The Design phase is all about creating raw concepts for cards. It's pure, generative inspiration. “Wouldn't it be cool if . . .” Design is an opportunity to push the boundaries of game and narrative design, to explore genuinely novel concepts and propose some cool and interesting new ideas. It doesn't matter how unbalanced or stupid it is - if it sparks joy, throw it down on paper.

The Development phase is all about refining those ideas. The developers look at the set of cards in front of them and ask, Which ones are balanced? Which ones are broken? What does this set lack? What does it have too much of? How can we modify these ideas to create the experience we want players to have? And then they playtest and edit the hell out of everything.

Designers are Newnists. Developers are Doylists. I'm a developer, not a designer - I know how to make ideas Work. But I have no particular interest in or attraction to any particular idea.

I'm not just not a Newnist. I'm incapable of being a Newnist. I can't put on my Newnist hat and ask “Which ideas am I passionate about?” because there aren't any.
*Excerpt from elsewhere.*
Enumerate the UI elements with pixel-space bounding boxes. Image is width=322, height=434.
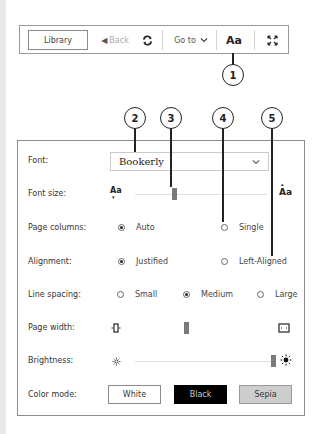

That's not to say, of course, that I don't have preferences or interests! I enjoy Greek mythology. I love urban fantasy. I dig speculative science fiction. But if you put a gun at my head and asked me to come up with an idea from one of those areas that I was genuinely and sincerely passionate about on its own merits, I'd go, “Uhh, wait a second. Um. Hold on here. Can we talk this out?”

When I brought up my homebrew woes in the Patreon Discord, someone remarked that the root of homebrew is finding something - a setting, a plot, a character - that you're at least a tiny bit obsessed with. I've never been able to find this. Every workable idea I have feels equally as workable as every other one. (I've nerdily described this as feeling like you're looking at the Matrix - everyone else sees reality, but you only see ones and zeroes.)

So what was I to do when I eventually came to terms with this?

First off - I realized that, even if some DMs could happily throw themselves the whole “design a campaign from scratch every week for your players to passively consume” gig, I definitely couldn't. Some people have stories to tell. I don't. I just care that, whatever story gets told, it gets told well.

Second - I realized that if I wasn't going to come up with a whole campaign from scratch, I had four choices:


I had some preferences, but ultimately, I felt that since I was willing to do any of them, I should defer the real decision to my players. They chose #4, with #2 and/or #3 as future plans.

To round this blog off, I think it's worth noting that the three types of DMing I've identified have nothing to do with what happens at the table. I love running the game for my players; the issue isn't what happens during the session, but what happens outside of it. Hopefully, with this new perspective, I'll be able to find a more sustainable - and satisfying - approach to how I handle the latter.

Comments

Solid blog and good thoughts here. It's impressive how you've distilled multiple weeks worth of "people try to figure out how to help Dragna enjoy homebrew campaigns and from there, dissect the nature of GMing" into something much more coherent than the various conversations that were had.